Open martisch opened 7 years ago

martisch commented 7 years ago

encountered in https://go-review.googlesource.com/c/38071/:

assuming x and y are uint64:

q = x/y 
r = x%y

only uses a single DIV instruction on amd64 however on 386 this makes a runtime call to uint64div and one to uint64mod.

1) Both could be handled calculated together in a combined uint64divmod runtime call 2) In case y is constant the compiler could optimize the calculation to not require a div and not need a runtime call

martisch commented 7 years ago

If these optimizations sound reasonable i can work on this for 1.9/1.10 after i have my current projects for 1.9 are submitted.

josharian commented 7 years ago

Both could be handled calculated together in a combined uint64divmod runtime call

SGTM. We even already have this, although it's called dodiv at the moment.

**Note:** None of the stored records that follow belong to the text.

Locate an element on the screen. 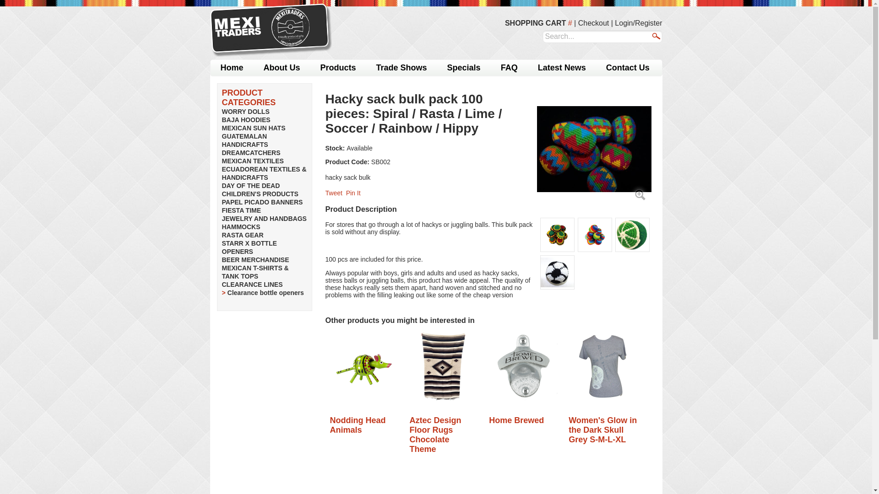 This screenshot has width=879, height=494. CHILDREN'S PRODUCTS is located at coordinates (259, 194).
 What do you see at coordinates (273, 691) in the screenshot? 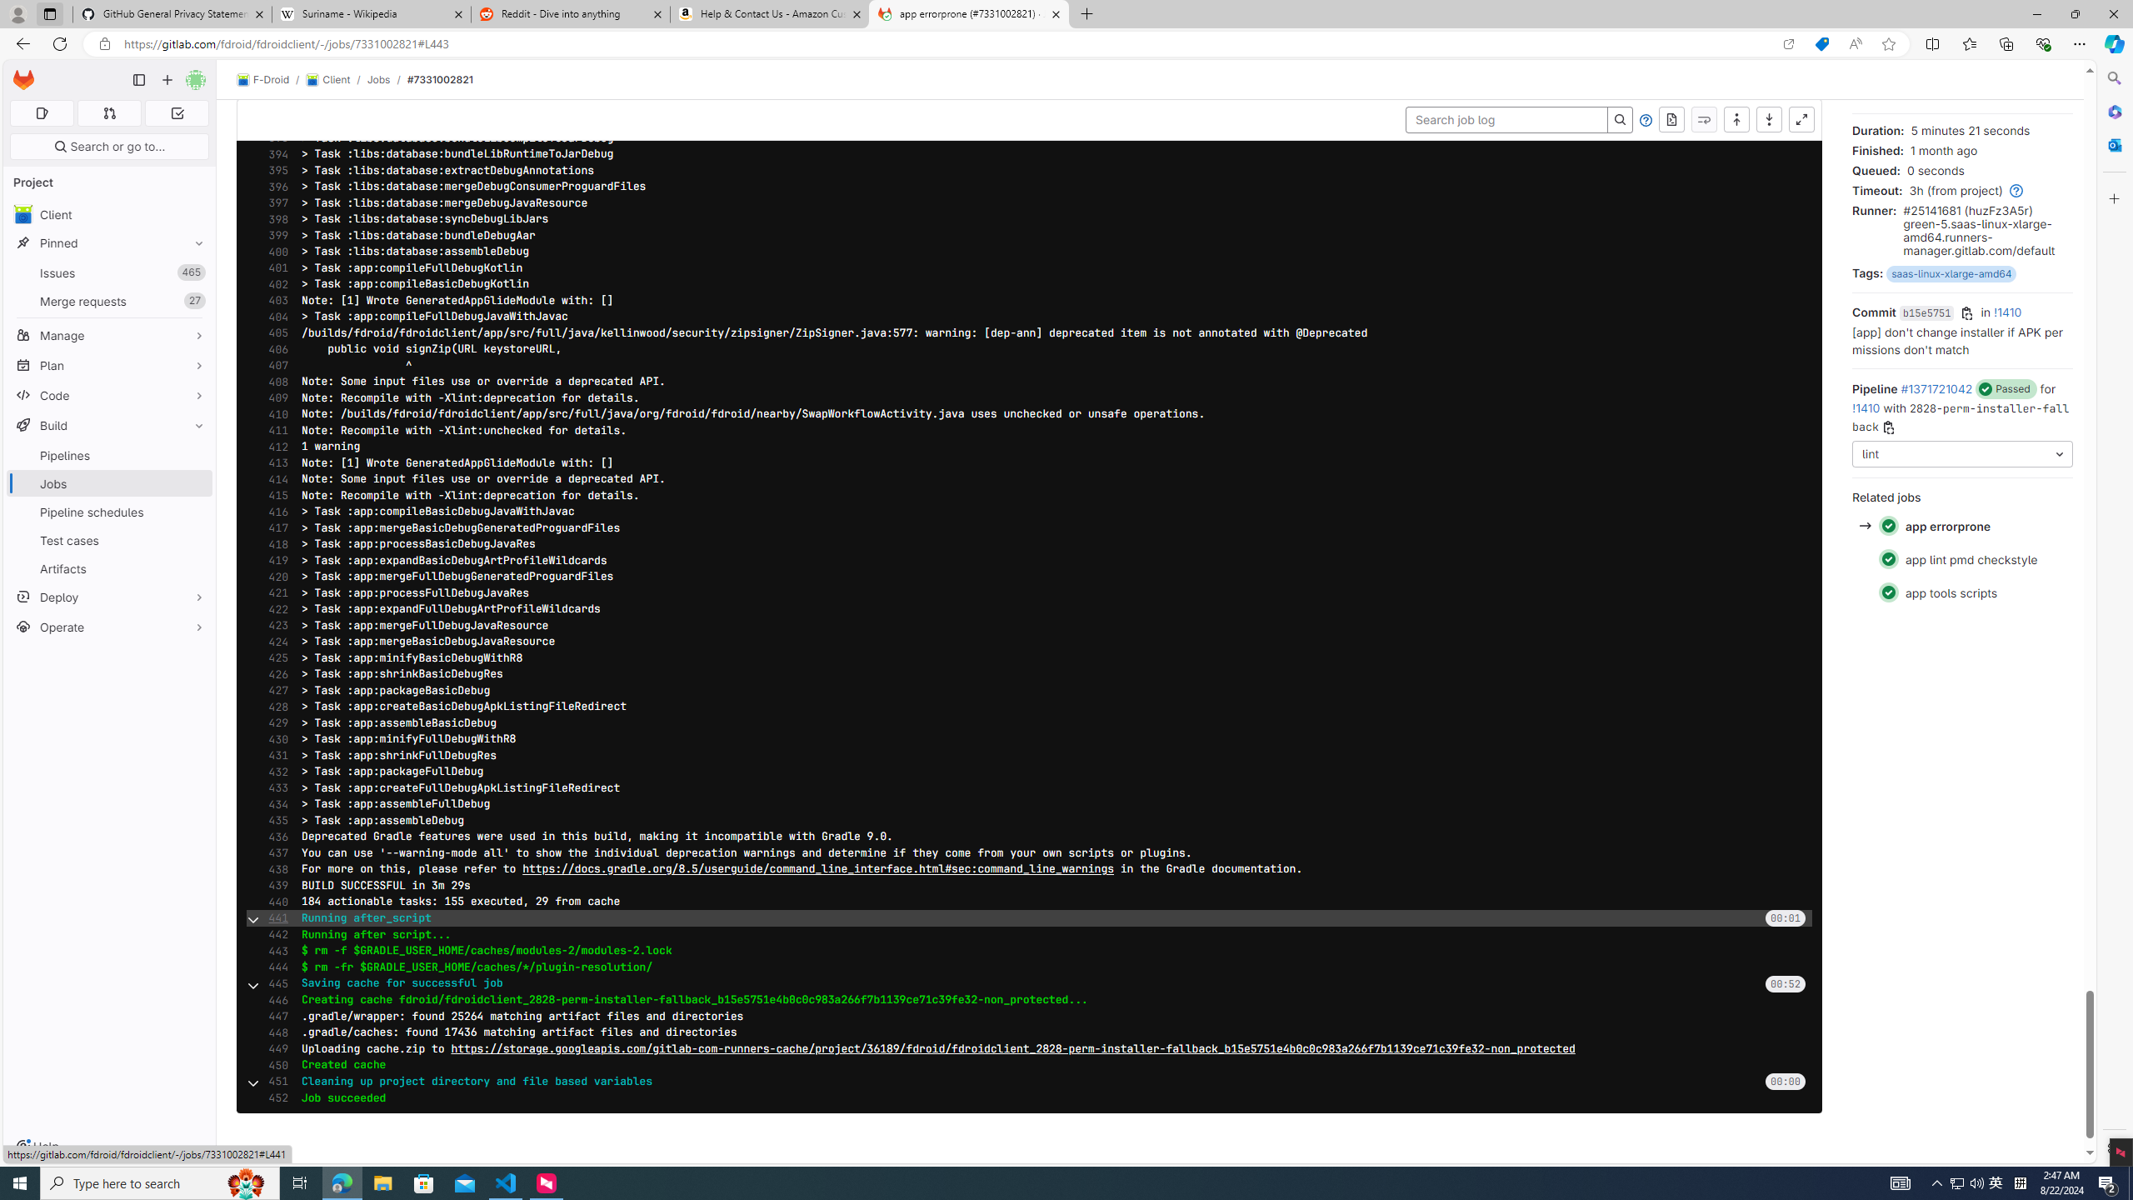
I see `427` at bounding box center [273, 691].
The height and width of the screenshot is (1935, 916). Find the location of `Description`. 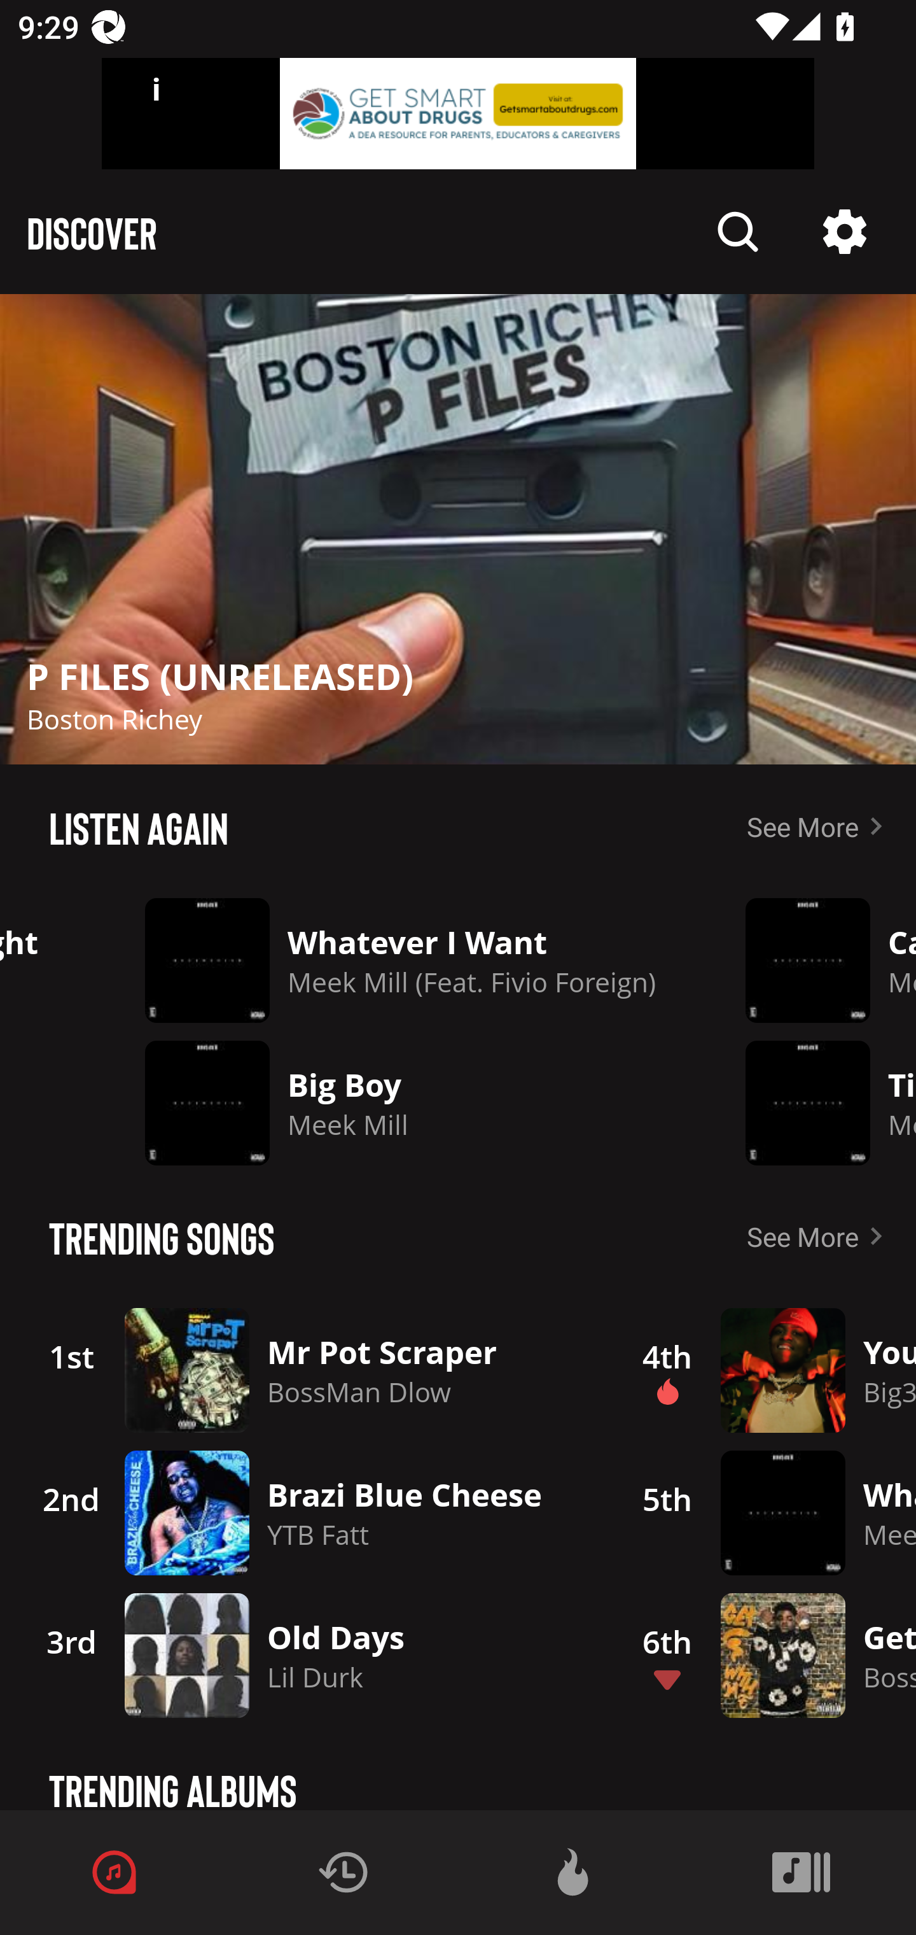

Description is located at coordinates (458, 529).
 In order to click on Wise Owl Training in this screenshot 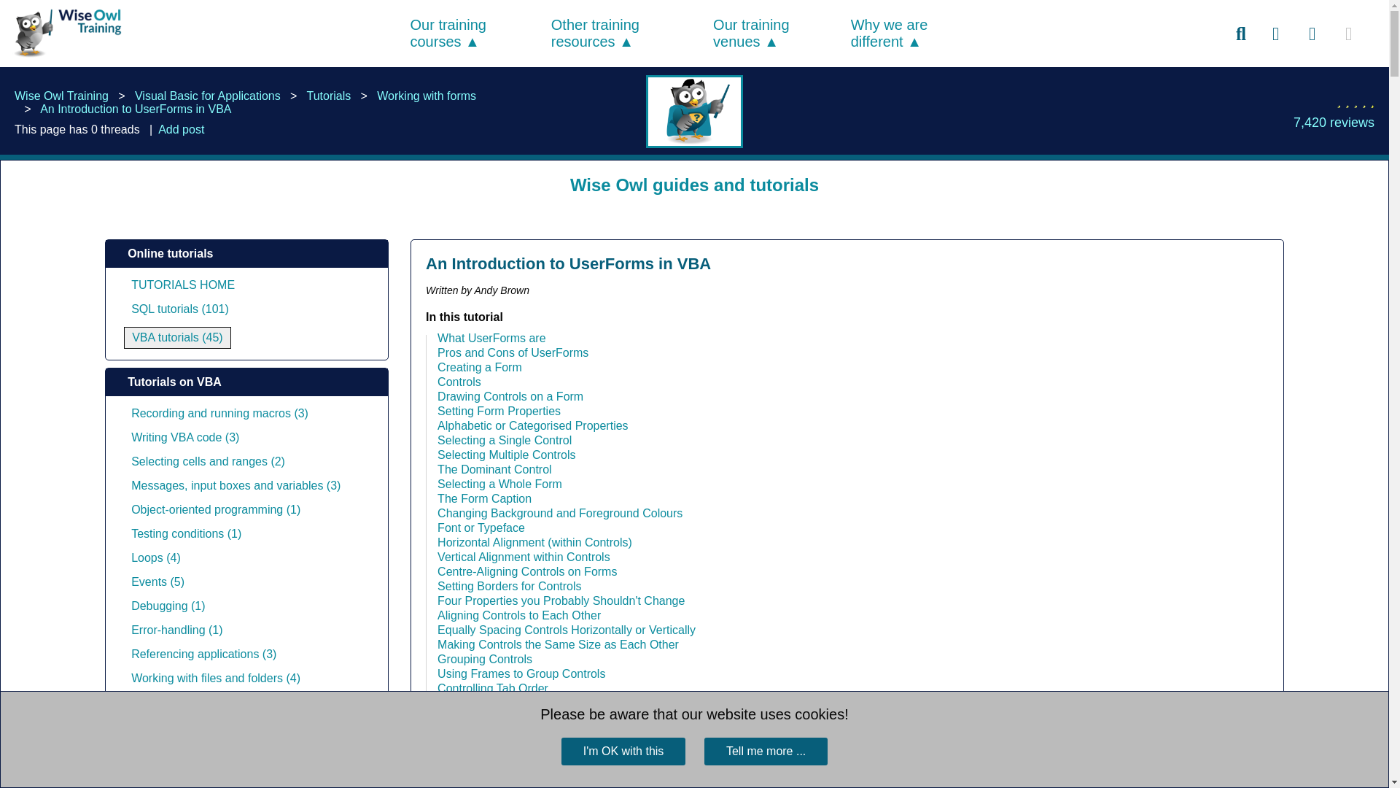, I will do `click(63, 58)`.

In case y is constant the compiler could optimize the calculation to not require a div and not need a runtime call

The compiler should already do this. Worth double-checking, though.

josharian commented 7 years ago

It's probably also work taking a brief look at the code that the compiler generates for vlrt.go. It was tuned for the old backend.

martisch commented 7 years ago

about 2. I checked before and after the issue creation :)

The compiler does not simplify a div with 64bit operands on 32bit:

var x uint64

func main() {
    y := x / 10
    print(y)
}

uses a "CALL runtime.uint64div(SB)"

josharian commented 7 years ago

:) I see.

Both seem worth fixing, then.

Independently, I wonder whether it's worth adding an int32 code path, where we do all the work with int32s instead of int64s, for values that fit in 32 bits (which is probably almost all of them in practice). Might even be cheaper on 64 bit machines. Probably worth a benchmarking experiment.